I'm inclined to think that you will be probably be ok due to the good air flow. I would be nervous about having the RH reach almost 70 but you might be alright. What are the temperatures during drying? One curious thing I recently discovered was that low RH can be offset by low temps. My last grow ended around thanksgiving and my drying conditions were around 39 to 41% RH and the temps were between 59 and 64 degrees. The colder temps really prolonged the dry time. My average hang time was around 8 or 9 days and I found that the taste was amazing before they even hit the jars. I think they could have been packaged and ready to go without any slow cure. Something to think about.
 

roorsmoker

Well-Known Member
You want to dry the bud to about 62% moisture content, that isn't possible unless the RH is below 62.
And yes you are right. After I put them in jars with a hygrometer, if they rise above 62% I'll burp them in 30-40% humidity. I'm trying to aim for the 55-60% rh now, but I don't see how I can keep in this range without a thermostat for humidity (hydrostat?) sorry I don't know what they are called lol.

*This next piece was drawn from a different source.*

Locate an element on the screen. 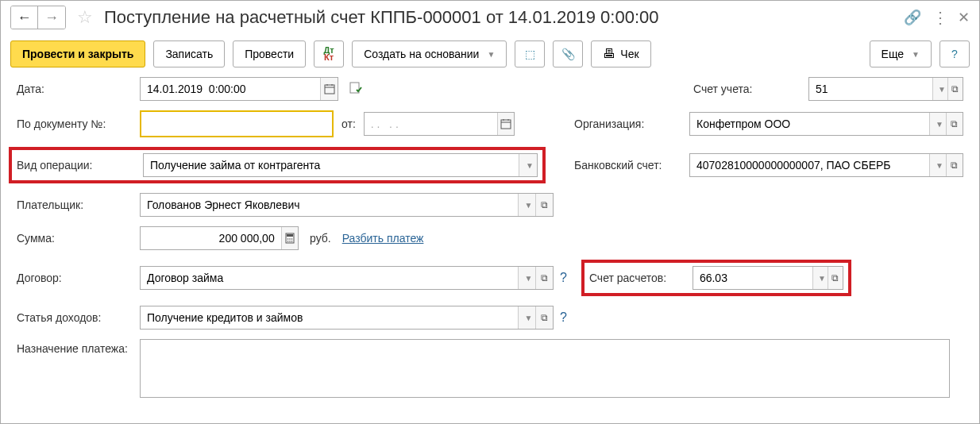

I ordered the humidifier weeks ago, and the first had a cracked base so I had to get them to send another or I would have had this all tweaked out by now.
 

mandy1

Well-Known Member
i strive to keep my humidity around 65% to slow the drying process. i grew up with neighbors that had a tobacco farm and the tobacco drying barns are 100 degrees plus, 70-80% humidity but designed for good air circulation. as long as you have good circulation and air blowing over the buds to prevent mold there's only upside to a 3 or 4 week slow dry. then i drop the humidity to 55% prior to jarring and i use a pump n seal to seal the jars to further eliminate any mold.
 

roorsmoker

Well-Known Member
i strive to keep my humidity around 65% to slow the drying process. i grew up with neighbors that had a tobacco farm and the tobacco drying barns are 100 degrees plus, 70-80% humidity but designed for good air circulation. as long as you have good circulation and air blowing over the buds to prevent mold there's only upside to a 3 or 4 week slow dry. then i drop the humidity to 55% prior to jarring and i use a pump n seal to seal the jars to further eliminate any mold.
Nice! My buddy just dried all his and horribly nute burned them and had too high tds and out of whack pH (his first grow), yet still had amazing terpines. The smoke was great tasting/smelling, but didn't get you extremely high. He dried around 55- 65% and chopped too early with no flush, but the end result smelt pretty damn good. It smelt better than it did while growing, that's for sure lol. He didn't even cure it because he didn't know how.

I'm just hoping now that it's been 36+ hrs hanging that it's passed the mold stage (as long as I don't bag it/jar it for a while). I've been keeping it as dark as possible, but haven't seen or smelt any agent Skully or Molder. I didn't rip open the crotch, but I've done enough guerilla grows to know what botrytis starts out looking, and so far it's the antithesis of molder.